I’m using exec to execute Python code the user typed in. As part of this, I’d like to display meaningful error messages when they have syntax errors in their code.
On a normal Python installation on my desktop, printing out the args attribute of the SyntaxError gives me something like:
('invalid syntax', ('<string>', 1, 4, 'x 10\n'))
It’s a tuple that includes information like the line number and the character offset of the error.
On the client side in Anvil, the args attribute of the SyntaxError gives me:
('bad input',)
That seems to be the generic syntax error message and there’s no indication of line number or offset.
Is this a limitation in Skulpt? Is there some way to invoke exec that will provide the missing line and offset information?
Both of those SyntaxErrors were generated from the same code run in the different environments:
It’s on my back burner list of features to add to skulpt.
Internally this is implemented - else you’d never see tracebacks in anvil - but it’s not exposed in the same way that python exposes its traceback .
Edit: as a hugely inconvenient workaround you could re exec the code on the server to get the correct traceback details. You get the benefit of client side execution when it works and only do the slow thing for SyntaxErrors.
The workaround works, thanks, and the amount of code I’ll be dealing with will be small, so it doesn’t introduce that much of a delay. It’ll definitely work until Skulpt returns the same information.
Edit: Any chance of getting traceback support in general in Skulpt? It’d be great if, in a function, I could know the line number of the code currently being executed.
That’s bizarre! str(e) does not return the same thing that e does when it’s assigned to the label text. Skulpt must be doing something different with the two cases.
Thanks, I’ll try that and see if I can avoid the server call for syntax errors.
The hack tickles the underlying Skulpt architecture in just the right way.
(Its string representation in Javascript happens to be different to the string representation in Python).
Worth noting that it’s somewhat fragile and is likely to stop working at some point in the future.
Though that would likely coincide with supporting a python way to access the formatted traceback.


**WHAT TO PRODUCE:** For every entry below, give an exact repeat and leave out the pictures.

►

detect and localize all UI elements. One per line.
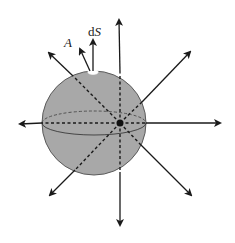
field-line-lower-right [141,145,191,195]
a-vector-arrow [80,49,90,71]
label-ds-s: S [95,24,102,39]
field-line-upper-right [142,52,190,102]
field-line-upper-left [49,53,73,76]
field-line-lower-left [50,170,75,195]
label-ds: dS [88,24,102,39]
label-a: A [63,35,72,50]
point-charge [117,120,124,127]
gauss-sphere-diagram: A dS [0,0,235,243]
field-line-up [119,20,120,73]
field-line-left [20,123,42,124]
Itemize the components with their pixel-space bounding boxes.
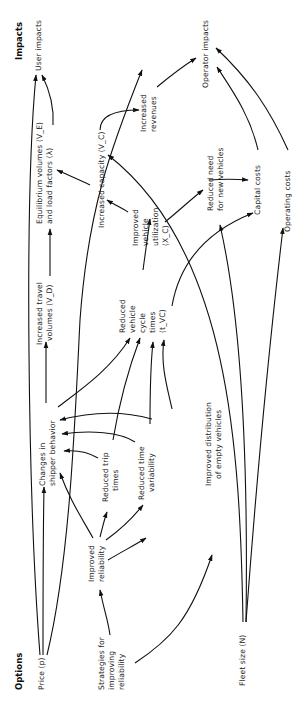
svg-text:reliability: reliability <box>97 545 106 582</box>
svg-text:Price (p): Price (p) <box>37 657 46 690</box>
flow-diagram: Options Impacts Price (p) Strategies for… <box>0 0 301 710</box>
node-fleet-size: Fleet size (N) <box>238 635 247 686</box>
edge-shipper-cycle <box>58 338 130 407</box>
svg-text:improving: improving <box>107 651 116 690</box>
node-improved-utilization: Improved vehicle utilization (X_C) <box>131 208 170 246</box>
edge-variability-cycle <box>150 342 153 424</box>
svg-text:(t_VC): (t_VC) <box>158 309 167 333</box>
svg-text:Operating costs: Operating costs <box>283 170 292 232</box>
node-increased-revenues: Increased revenues <box>139 94 158 132</box>
svg-text:cycle: cycle <box>138 313 147 333</box>
node-operator-impacts: Operator impacts <box>201 20 210 88</box>
svg-text:times: times <box>111 469 120 491</box>
node-improved-distribution: Improved distribution of empty vehicles <box>204 402 223 486</box>
edge-strategies-distribution <box>135 555 212 663</box>
svg-text:Options: Options <box>14 653 24 690</box>
svg-text:utilization: utilization <box>151 208 160 246</box>
edge-price-shipper <box>43 487 44 655</box>
edge-capacity-equilibrium <box>57 170 90 185</box>
edge-revenues-operator <box>157 58 196 87</box>
edge-trip-cycle <box>113 338 140 440</box>
svg-text:Capital costs: Capital costs <box>253 165 262 215</box>
svg-text:for new vehicles: for new vehicles <box>216 147 225 211</box>
node-capital-costs: Capital costs <box>253 165 262 215</box>
edge-reliability-trip <box>100 512 107 537</box>
svg-text:and load factors (λ): and load factors (λ) <box>45 148 54 224</box>
edge-reliability-distribution <box>108 538 146 560</box>
edge-capital-operator <box>217 67 258 150</box>
node-user-impacts: User impacts <box>34 20 43 71</box>
svg-text:volumes (V_D): volumes (V_D) <box>45 284 54 341</box>
svg-text:reliability: reliability <box>117 653 126 690</box>
node-improved-reliability: Improved reliability <box>87 545 106 582</box>
svg-text:Increased: Increased <box>139 94 148 132</box>
svg-text:Improved: Improved <box>87 545 96 582</box>
edge-fleet-need <box>220 225 246 622</box>
svg-text:Reduced need: Reduced need <box>206 155 215 211</box>
node-increased-capacity: Increased capacity (V_C) <box>97 132 106 228</box>
svg-text:Equilibrium volumes (V_E): Equilibrium volumes (V_E) <box>35 122 44 224</box>
svg-text:Fleet size (N): Fleet size (N) <box>238 635 247 686</box>
edge-distribution-cycle <box>163 340 172 409</box>
node-reduced-time-variability: Reduced time variability <box>137 446 156 500</box>
svg-text:Reduced: Reduced <box>118 299 127 333</box>
svg-text:times: times <box>148 311 157 333</box>
node-strategies: Strategies for improving reliability <box>97 636 126 690</box>
edges <box>29 48 288 663</box>
svg-text:of empty vehicles: of empty vehicles <box>214 410 223 479</box>
svg-text:Increased capacity (V_C): Increased capacity (V_C) <box>97 132 106 228</box>
header-options: Options <box>14 653 24 690</box>
svg-text:Increased travel: Increased travel <box>35 282 44 345</box>
node-changes-shipper: Changes in shipper behavior <box>38 420 57 486</box>
edge-fleet-capacity <box>108 155 243 622</box>
edge-reliability-variability <box>106 505 143 540</box>
svg-text:revenues: revenues <box>149 96 158 132</box>
svg-text:vehicle: vehicle <box>128 305 137 333</box>
node-equilibrium: Equilibrium volumes (V_E) and load facto… <box>35 122 54 224</box>
edge-fleet-operating <box>246 228 283 622</box>
edge-capacity-revenues <box>100 110 139 130</box>
svg-text:Reduced trip: Reduced trip <box>101 452 110 502</box>
svg-text:Changes in: Changes in <box>38 443 47 486</box>
edge-utilization-need <box>165 190 203 222</box>
header-impacts: Impacts <box>14 22 24 60</box>
diagram-canvas: Options Impacts Price (p) Strategies for… <box>0 0 301 710</box>
edge-operating-operator <box>216 48 288 150</box>
node-increased-travel: Increased travel volumes (V_D) <box>35 282 54 345</box>
node-price: Price (p) <box>37 657 46 690</box>
edge-utilization-capacity <box>107 200 128 212</box>
svg-text:vehicle: vehicle <box>141 218 150 246</box>
svg-text:Operator impacts: Operator impacts <box>201 20 210 88</box>
svg-text:Improved: Improved <box>131 209 140 246</box>
edge-equilibrium-user <box>42 75 53 125</box>
edge-trip-shipper <box>64 451 98 458</box>
edge-reliability-shipper <box>60 473 93 538</box>
edge-variability-shipper <box>62 432 135 442</box>
svg-text:(X_C): (X_C) <box>161 225 170 246</box>
svg-text:Strategies for: Strategies for <box>97 636 106 690</box>
edge-cycle-capital <box>172 213 253 306</box>
svg-text:Impacts: Impacts <box>14 22 24 60</box>
svg-text:variability: variability <box>147 453 156 492</box>
node-reduced-cycle-times: Reduced vehicle cycle times (t_VC) <box>118 299 167 333</box>
edge-distribution-shipper <box>60 413 152 420</box>
edge-strategies-reliability <box>100 590 110 635</box>
svg-text:shipper behavior: shipper behavior <box>48 420 57 486</box>
node-reduced-trip-times: Reduced trip times <box>101 452 120 502</box>
svg-text:User impacts: User impacts <box>34 20 43 71</box>
node-reduced-need: Reduced need for new vehicles <box>206 147 225 211</box>
node-operating-costs: Operating costs <box>283 170 292 232</box>
svg-text:Reduced time: Reduced time <box>137 446 146 500</box>
svg-text:Improved distribution: Improved distribution <box>204 402 213 486</box>
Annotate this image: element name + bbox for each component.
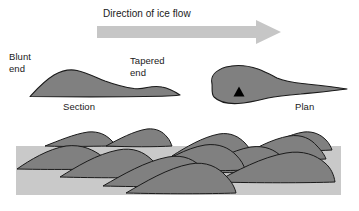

◄

**RESPONSE:**
detect and localize all UI elements. One per line.
field-line-lower-right [141,145,191,195]
a-vector-arrow [80,49,90,71]
label-ds-s: S [95,24,102,39]
field-line-upper-right [142,52,190,102]
field-line-upper-left [49,53,73,76]
field-line-lower-left [50,170,75,195]
label-ds: dS [88,24,102,39]
label-a: A [63,35,72,50]
point-charge [117,120,124,127]
gauss-sphere-diagram: A dS [0,0,235,243]
field-line-up [119,20,120,73]
field-line-left [20,123,42,124]
Itemize the components with their pixel-space bounding boxes.
svg-text:reliability: reliability <box>97 545 106 582</box>
svg-text:Price (p): Price (p) <box>37 657 46 690</box>
flow-diagram: Options Impacts Price (p) Strategies for… <box>0 0 301 710</box>
node-fleet-size: Fleet size (N) <box>238 635 247 686</box>
edge-shipper-cycle <box>58 338 130 407</box>
svg-text:improving: improving <box>107 651 116 690</box>
node-improved-utilization: Improved vehicle utilization (X_C) <box>131 208 170 246</box>
edge-variability-cycle <box>150 342 153 424</box>
svg-text:(t_VC): (t_VC) <box>158 309 167 333</box>
svg-text:Operating costs: Operating costs <box>283 170 292 232</box>
node-increased-revenues: Increased revenues <box>139 94 158 132</box>
svg-text:cycle: cycle <box>138 313 147 333</box>
node-operator-impacts: Operator impacts <box>201 20 210 88</box>
svg-text:times: times <box>111 469 120 491</box>
node-improved-distribution: Improved distribution of empty vehicles <box>204 402 223 486</box>
edge-strategies-distribution <box>135 555 212 663</box>
svg-text:Options: Options <box>14 653 24 690</box>
svg-text:utilization: utilization <box>151 208 160 246</box>
edge-price-shipper <box>43 487 44 655</box>
edge-capacity-equilibrium <box>57 170 90 185</box>
edge-revenues-operator <box>157 58 196 87</box>
edge-trip-cycle <box>113 338 140 440</box>
svg-text:Capital costs: Capital costs <box>253 165 262 215</box>
svg-text:for new vehicles: for new vehicles <box>216 147 225 211</box>
node-capital-costs: Capital costs <box>253 165 262 215</box>
edge-reliability-trip <box>100 512 107 537</box>
svg-text:and load factors (λ): and load factors (λ) <box>45 148 54 224</box>
edge-reliability-distribution <box>108 538 146 560</box>
edge-capital-operator <box>217 67 258 150</box>
node-user-impacts: User impacts <box>34 20 43 71</box>
svg-text:volumes (V_D): volumes (V_D) <box>45 284 54 341</box>
svg-text:reliability: reliability <box>117 653 126 690</box>
node-improved-reliability: Improved reliability <box>87 545 106 582</box>
svg-text:Increased: Increased <box>139 94 148 132</box>
svg-text:Improved: Improved <box>87 545 96 582</box>
edge-fleet-need <box>220 225 246 622</box>
svg-text:Reduced need: Reduced need <box>206 155 215 211</box>
node-increased-capacity: Increased capacity (V_C) <box>97 132 106 228</box>
svg-text:Equilibrium volumes (V_E): Equilibrium volumes (V_E) <box>35 122 44 224</box>
svg-text:Fleet size (N): Fleet size (N) <box>238 635 247 686</box>
edge-distribution-cycle <box>163 340 172 409</box>
node-reduced-time-variability: Reduced time variability <box>137 446 156 500</box>
svg-text:Reduced: Reduced <box>118 299 127 333</box>
svg-text:times: times <box>148 311 157 333</box>
node-strategies: Strategies for improving reliability <box>97 636 126 690</box>
edges <box>29 48 288 663</box>
svg-text:of empty vehicles: of empty vehicles <box>214 410 223 479</box>
svg-text:Increased capacity (V_C): Increased capacity (V_C) <box>97 132 106 228</box>
header-options: Options <box>14 653 24 690</box>
svg-text:Increased travel: Increased travel <box>35 282 44 345</box>
node-changes-shipper: Changes in shipper behavior <box>38 420 57 486</box>
edge-fleet-capacity <box>108 155 243 622</box>
edge-reliability-variability <box>106 505 143 540</box>
svg-text:revenues: revenues <box>149 96 158 132</box>
svg-text:vehicle: vehicle <box>128 305 137 333</box>
node-equilibrium: Equilibrium volumes (V_E) and load facto… <box>35 122 54 224</box>
edge-fleet-operating <box>246 228 283 622</box>
edge-capacity-revenues <box>100 110 139 130</box>
svg-text:Reduced trip: Reduced trip <box>101 452 110 502</box>
svg-text:Changes in: Changes in <box>38 443 47 486</box>
edge-utilization-need <box>165 190 203 222</box>
header-impacts: Impacts <box>14 22 24 60</box>
diagram-canvas: Options Impacts Price (p) Strategies for… <box>0 0 301 710</box>
edge-operating-operator <box>216 48 288 150</box>
node-increased-travel: Increased travel volumes (V_D) <box>35 282 54 345</box>
node-price: Price (p) <box>37 657 46 690</box>
edge-utilization-capacity <box>107 200 128 212</box>
svg-text:vehicle: vehicle <box>141 218 150 246</box>
svg-text:Operator impacts: Operator impacts <box>201 20 210 88</box>
svg-text:Improved: Improved <box>131 209 140 246</box>
edge-equilibrium-user <box>42 75 53 125</box>
edge-trip-shipper <box>64 451 98 458</box>
edge-reliability-shipper <box>60 473 93 538</box>
edge-variability-shipper <box>62 432 135 442</box>
svg-text:(X_C): (X_C) <box>161 225 170 246</box>
svg-text:Strategies for: Strategies for <box>97 636 106 690</box>
edge-cycle-capital <box>172 213 253 306</box>
svg-text:Impacts: Impacts <box>14 22 24 60</box>
svg-text:variability: variability <box>147 453 156 492</box>
node-reduced-cycle-times: Reduced vehicle cycle times (t_VC) <box>118 299 167 333</box>
edge-distribution-shipper <box>60 413 152 420</box>
edge-strategies-reliability <box>100 590 110 635</box>
svg-text:shipper behavior: shipper behavior <box>48 420 57 486</box>
node-reduced-trip-times: Reduced trip times <box>101 452 120 502</box>
svg-text:User impacts: User impacts <box>34 20 43 71</box>
node-reduced-need: Reduced need for new vehicles <box>206 147 225 211</box>
node-operating-costs: Operating costs <box>283 170 292 232</box>
svg-text:Reduced time: Reduced time <box>137 446 146 500</box>
svg-text:Improved distribution: Improved distribution <box>204 402 213 486</box>
Annotate this image: element name + bbox for each component.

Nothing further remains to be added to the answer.